Design for accessibility by colorblind readers.

A

Do not reuse the same color for a different meaning.

B

Work in CMYK space and avoid 100% saturated colors.

# 19
Use color for themes or data encoding and not as garnish.

The first color to appear should begin the core story.

Map salience to pertinence. When used in moderation, colors like orange or magenta say “look here”. You cannot look everywhere.

Avoid unintentional emphasis by equalizing for perceptual luminance.

A

Colored text may help emphasize a theme but use it sparsely.

B

Round corners slightly for eye comfort.

C

Extend beyond the frame to imply a crop or continuity.

2.7 · Data visualization

# 20
Use ink sparingly to make compact figures legible.

Dense is not necessarily crowded.

Explain an encoding once and reuse it.

Create a visual key for complex encodings and choose graphical explanations over text.

Use Brewer palettes, even for greys.

# 21
Avoid visual complications that are not relevant

Color blending can create distracting intersections of color.

Superimpose white outlines to emphasize shapes with an opaque fill.

Use multiply blend mode to layer dense data. Hollow points make excellent outliers.

# 22
Use small multiples.

Tabulate plots and text seamlessly with a column or row for explanations.

# 23
Arrows imply a relationship or change.

Do not use them to guide the eye, which can be achieved with spacing and alignment.

2.8 · Figures

# 24
Use figure titles to explain trends, not merely to specify the axes.

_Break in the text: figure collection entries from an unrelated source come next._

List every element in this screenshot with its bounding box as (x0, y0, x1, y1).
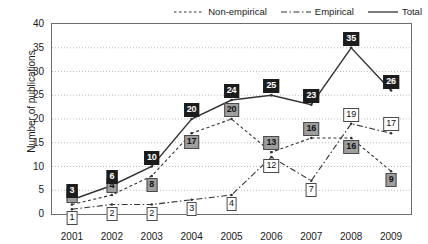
y-axis-tick-label: 15 (22, 138, 44, 148)
data-point-label: 4 (226, 197, 237, 211)
y-axis-tick-label: 30 (22, 67, 44, 77)
x-axis-tick-label: 2009 (380, 231, 402, 242)
data-point-label: 19 (343, 108, 359, 122)
chart-legend: Non-empirical Empirical Total (160, 4, 422, 20)
y-axis-tick-labels: 0510152025303540 (22, 0, 44, 244)
y-axis-tick-label: 0 (22, 209, 44, 219)
legend-label-non-empirical: Non-empirical (208, 7, 267, 17)
publications-line-chart: Non-empirical Empirical Total Number of … (0, 0, 428, 244)
y-axis-tick-label: 25 (22, 90, 44, 100)
y-axis-tick-label: 10 (22, 162, 44, 172)
y-axis-tick-label: 40 (22, 19, 44, 29)
data-point-label: 10 (144, 151, 160, 165)
x-axis-tick-label: 2008 (340, 231, 362, 242)
data-point-label: 2 (146, 207, 157, 221)
data-point-label: 20 (184, 103, 200, 117)
legend-item-non-empirical: Non-empirical (174, 7, 267, 17)
y-axis-tick-label: 5 (22, 185, 44, 195)
data-point-label: 12 (264, 159, 280, 173)
data-point-label: 13 (264, 136, 280, 150)
data-point-label: 17 (383, 117, 399, 131)
data-point-label: 3 (67, 184, 78, 198)
data-point-label: 7 (306, 183, 317, 197)
y-axis-tick-label: 35 (22, 43, 44, 53)
legend-item-empirical: Empirical (281, 7, 354, 17)
data-point-label: 25 (264, 79, 280, 93)
data-point-label: 9 (386, 173, 397, 187)
legend-label-total: Total (402, 7, 422, 17)
solid-line-icon (368, 8, 398, 16)
dash-dot-line-icon (281, 8, 311, 16)
x-axis-tick-label: 2001 (61, 231, 83, 242)
data-point-label: 26 (383, 75, 399, 89)
x-axis-tick-label: 2007 (300, 231, 322, 242)
data-point-label: 16 (303, 122, 319, 136)
data-point-label: 3 (186, 202, 197, 216)
data-point-label: 1 (67, 211, 78, 225)
data-point-label: 35 (343, 32, 359, 46)
x-axis-tick-label: 2006 (260, 231, 282, 242)
data-point-label: 16 (343, 140, 359, 154)
legend-item-total: Total (368, 7, 422, 17)
data-point-label: 24 (224, 84, 240, 98)
data-point-label: 2 (106, 207, 117, 221)
data-point-label: 8 (146, 178, 157, 192)
x-axis-tick-label: 2002 (101, 231, 123, 242)
x-axis-tick-label: 2003 (141, 231, 163, 242)
data-point-label: 23 (303, 89, 319, 103)
x-axis-tick-label: 2005 (220, 231, 242, 242)
x-axis-tick-label: 2004 (180, 231, 202, 242)
y-axis-tick-label: 20 (22, 114, 44, 124)
legend-label-empirical: Empirical (315, 7, 354, 17)
dashed-line-icon (174, 8, 204, 16)
data-point-label: 6 (106, 170, 117, 184)
data-point-label: 20 (224, 103, 240, 117)
data-point-label: 17 (184, 135, 200, 149)
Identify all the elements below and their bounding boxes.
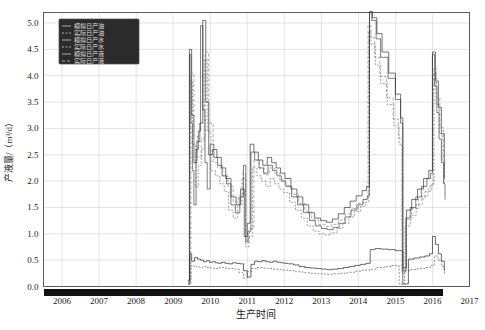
x-tick-label: 2007 xyxy=(90,296,109,306)
x-tick-label: 2010 xyxy=(201,296,220,306)
x-tick-label: 2016 xyxy=(423,296,442,306)
x-tick-label: 2006 xyxy=(53,296,72,306)
y-tick-label: 1.5 xyxy=(27,202,39,212)
chart-legend[interactable]: 模拟日产油实际日产油模拟日产水实际日产水模拟日产液实际日产液 xyxy=(59,19,139,65)
x-tick-label: 2011 xyxy=(238,296,256,306)
x-tick-label: 2009 xyxy=(164,296,183,306)
y-axis-ticks: 0.00.51.01.52.02.53.03.54.04.55.0 xyxy=(27,18,39,291)
y-tick-label: 0.0 xyxy=(27,282,39,292)
y-tick-label: 5.0 xyxy=(27,18,39,28)
y-tick-label: 3.0 xyxy=(27,123,39,133)
production-rate-chart: 0.00.51.01.52.02.53.03.54.04.55.0 200620… xyxy=(0,0,485,330)
x-axis-dark-band xyxy=(44,289,443,296)
chart-root: 0.00.51.01.52.02.53.03.54.04.55.0 200620… xyxy=(0,0,485,330)
y-axis-label: 产液量/（m³/d） xyxy=(3,118,14,182)
y-tick-label: 2.0 xyxy=(27,176,39,186)
x-axis-ticks: 2006200720082009201020112012201320142015… xyxy=(53,296,479,306)
x-axis-label: 生产时间 xyxy=(236,308,276,320)
legend-label-act_liquid: 实际日产液 xyxy=(74,57,104,65)
y-tick-label: 3.5 xyxy=(27,97,39,107)
y-tick-label: 0.5 xyxy=(27,255,39,265)
x-tick-label: 2014 xyxy=(349,296,368,306)
y-tick-label: 2.5 xyxy=(27,150,39,160)
x-tick-label: 2017 xyxy=(461,296,480,306)
y-tick-label: 4.0 xyxy=(27,71,39,81)
x-tick-label: 2012 xyxy=(275,296,293,306)
x-tick-label: 2008 xyxy=(127,296,146,306)
x-tick-label: 2013 xyxy=(312,296,331,306)
y-tick-label: 1.0 xyxy=(27,229,39,239)
x-tick-label: 2015 xyxy=(386,296,405,306)
series-layer xyxy=(188,11,445,284)
y-tick-label: 4.5 xyxy=(27,44,39,54)
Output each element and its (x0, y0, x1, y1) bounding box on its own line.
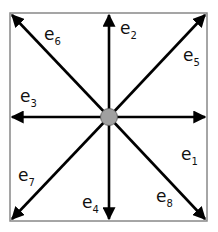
label-e2: e2 (120, 18, 137, 41)
label-e5: e5 (183, 45, 200, 68)
center-node (101, 109, 118, 126)
label-e7: e7 (18, 165, 35, 188)
label-e3: e3 (20, 86, 37, 109)
label-e1: e1 (181, 144, 198, 167)
label-e6: e6 (44, 24, 61, 47)
label-e4: e4 (82, 192, 99, 215)
lattice-diagram: e1 e2 e3 e4 e5 e6 e7 e8 (0, 0, 218, 232)
label-e8: e8 (156, 186, 173, 209)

Don’t tell the reader what they're seeing: “a linear fit to a scatter plot” is redundant. Explain and interpret the figure instead.

# 25
Establish a visual hierarchy.

Trends and their explanations should be the most salient.

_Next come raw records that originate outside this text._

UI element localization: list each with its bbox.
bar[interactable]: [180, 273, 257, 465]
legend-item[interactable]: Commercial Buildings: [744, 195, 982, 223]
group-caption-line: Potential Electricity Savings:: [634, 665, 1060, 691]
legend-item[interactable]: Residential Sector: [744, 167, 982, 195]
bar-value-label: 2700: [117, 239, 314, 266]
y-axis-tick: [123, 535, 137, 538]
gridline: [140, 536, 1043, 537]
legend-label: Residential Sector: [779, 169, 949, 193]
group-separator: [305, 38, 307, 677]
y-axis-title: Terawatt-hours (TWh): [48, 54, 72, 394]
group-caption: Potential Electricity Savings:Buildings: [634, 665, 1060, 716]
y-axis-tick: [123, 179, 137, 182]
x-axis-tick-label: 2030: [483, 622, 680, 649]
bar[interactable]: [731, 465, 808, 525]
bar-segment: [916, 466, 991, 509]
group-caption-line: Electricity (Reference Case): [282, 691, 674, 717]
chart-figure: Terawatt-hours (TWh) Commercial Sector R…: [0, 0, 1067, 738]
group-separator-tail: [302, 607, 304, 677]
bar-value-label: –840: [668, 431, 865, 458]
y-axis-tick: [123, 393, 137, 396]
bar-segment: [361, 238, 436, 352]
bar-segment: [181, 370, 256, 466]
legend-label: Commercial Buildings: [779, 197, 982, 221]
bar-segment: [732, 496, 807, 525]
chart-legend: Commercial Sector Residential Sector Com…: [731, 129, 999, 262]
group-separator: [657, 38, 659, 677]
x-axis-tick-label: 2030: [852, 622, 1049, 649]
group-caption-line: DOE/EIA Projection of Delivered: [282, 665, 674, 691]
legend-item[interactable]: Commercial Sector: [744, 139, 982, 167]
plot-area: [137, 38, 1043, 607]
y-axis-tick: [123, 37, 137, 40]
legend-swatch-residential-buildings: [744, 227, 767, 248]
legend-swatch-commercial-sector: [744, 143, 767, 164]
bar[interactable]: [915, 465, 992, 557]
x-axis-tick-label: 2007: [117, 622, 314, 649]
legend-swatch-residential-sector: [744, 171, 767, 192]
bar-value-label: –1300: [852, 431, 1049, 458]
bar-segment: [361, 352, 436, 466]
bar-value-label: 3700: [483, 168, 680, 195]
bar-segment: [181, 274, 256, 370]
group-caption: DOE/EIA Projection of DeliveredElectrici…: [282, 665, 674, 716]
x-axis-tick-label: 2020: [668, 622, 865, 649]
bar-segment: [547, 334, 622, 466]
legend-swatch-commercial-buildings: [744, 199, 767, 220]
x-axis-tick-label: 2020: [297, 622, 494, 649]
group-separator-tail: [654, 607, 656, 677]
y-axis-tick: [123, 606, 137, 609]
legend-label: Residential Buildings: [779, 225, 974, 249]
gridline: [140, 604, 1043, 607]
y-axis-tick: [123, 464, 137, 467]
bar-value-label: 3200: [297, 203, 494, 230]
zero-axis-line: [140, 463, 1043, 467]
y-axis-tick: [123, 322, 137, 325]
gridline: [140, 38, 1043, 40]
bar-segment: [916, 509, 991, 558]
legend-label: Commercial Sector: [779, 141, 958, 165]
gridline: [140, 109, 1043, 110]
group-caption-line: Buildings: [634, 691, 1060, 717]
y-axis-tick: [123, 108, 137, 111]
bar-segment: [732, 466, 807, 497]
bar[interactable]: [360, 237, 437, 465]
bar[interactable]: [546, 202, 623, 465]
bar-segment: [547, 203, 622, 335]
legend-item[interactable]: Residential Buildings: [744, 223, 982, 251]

Do not use excess ink on axes and navigation elements.

A

Use 0.5pt lines for axis lines and ticks.

B

Avoid dense ticks and tick labels.

C

Place grids on top with a multiply blend.

Highlight regions of interests with a solid color (or grey), not outlines.

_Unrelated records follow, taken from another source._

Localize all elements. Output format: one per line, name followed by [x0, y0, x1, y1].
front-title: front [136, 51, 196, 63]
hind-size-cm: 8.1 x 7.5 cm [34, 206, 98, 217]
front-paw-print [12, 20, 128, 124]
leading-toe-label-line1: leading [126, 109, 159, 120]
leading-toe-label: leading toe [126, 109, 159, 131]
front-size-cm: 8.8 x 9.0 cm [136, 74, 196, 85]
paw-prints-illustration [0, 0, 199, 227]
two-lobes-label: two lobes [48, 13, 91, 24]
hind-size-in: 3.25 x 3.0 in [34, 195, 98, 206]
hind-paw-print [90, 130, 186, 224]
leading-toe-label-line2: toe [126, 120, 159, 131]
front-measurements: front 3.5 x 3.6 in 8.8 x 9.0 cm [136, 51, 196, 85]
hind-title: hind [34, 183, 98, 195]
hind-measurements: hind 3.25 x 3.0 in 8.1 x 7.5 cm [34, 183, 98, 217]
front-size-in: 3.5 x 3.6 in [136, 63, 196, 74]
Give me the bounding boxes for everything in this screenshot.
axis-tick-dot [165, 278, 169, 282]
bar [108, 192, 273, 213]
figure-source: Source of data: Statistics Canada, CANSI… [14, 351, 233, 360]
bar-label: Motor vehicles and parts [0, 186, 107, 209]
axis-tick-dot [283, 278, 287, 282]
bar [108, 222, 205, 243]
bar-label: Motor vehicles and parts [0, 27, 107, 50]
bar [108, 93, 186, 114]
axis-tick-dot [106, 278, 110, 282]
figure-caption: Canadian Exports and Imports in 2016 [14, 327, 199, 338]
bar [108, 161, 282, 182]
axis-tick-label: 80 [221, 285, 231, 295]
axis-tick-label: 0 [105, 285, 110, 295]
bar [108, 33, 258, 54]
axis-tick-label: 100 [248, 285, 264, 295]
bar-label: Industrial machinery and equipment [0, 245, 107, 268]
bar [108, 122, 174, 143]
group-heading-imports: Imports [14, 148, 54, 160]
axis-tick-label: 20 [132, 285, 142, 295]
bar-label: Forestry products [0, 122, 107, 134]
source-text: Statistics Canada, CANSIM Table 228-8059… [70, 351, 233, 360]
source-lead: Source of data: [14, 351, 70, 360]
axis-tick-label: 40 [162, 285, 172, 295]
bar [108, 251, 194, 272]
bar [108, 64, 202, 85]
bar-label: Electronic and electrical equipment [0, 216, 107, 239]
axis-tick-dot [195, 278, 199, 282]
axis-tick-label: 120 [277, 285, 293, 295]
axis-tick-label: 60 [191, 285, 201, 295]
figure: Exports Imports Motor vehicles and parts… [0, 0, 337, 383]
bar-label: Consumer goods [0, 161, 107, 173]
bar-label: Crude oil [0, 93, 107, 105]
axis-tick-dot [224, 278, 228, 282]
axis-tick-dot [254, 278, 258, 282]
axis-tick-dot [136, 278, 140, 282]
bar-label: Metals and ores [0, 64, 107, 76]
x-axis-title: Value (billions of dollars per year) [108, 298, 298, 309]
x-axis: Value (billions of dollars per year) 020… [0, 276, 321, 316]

Cue important observations and intervals with arrows or outlines.

# 26
Forego legends in favour of inline explanations.

Embed text and attach labels to data to avoid legends.

Italicize variables in fit diagnostics and use shaded bands for confidence intervals.

Callout lines should be rectilinear or at 45° if the graphic already has such elements.

# 27
Share axes or align panels to clarify variables or emphasize changing scale.

Categorical variables in bar charts do not need an explicit axis. Specify sample sizes and what error bars represent (e.g. standard error of mean, `n = 5`). Report `P`-values with effect sizes or confidence intervals. A statistically significant observation isn’t necessarily of biological interest.

Establish continuity using figures that share an axis. Thresholds that span across panels (dashed lines, not dotted) lead the eye naturally to help tell the data story.

Use grids sparingly. Do not divide the plot more finely than precision allows.

Use grey for baseline, control or reference conditions. Dark grey is easier on the eyes than pure black. Avoid dark bar outlines.

# 28
Reveal qualitative trends in small multiples with order, cutoffs and cues.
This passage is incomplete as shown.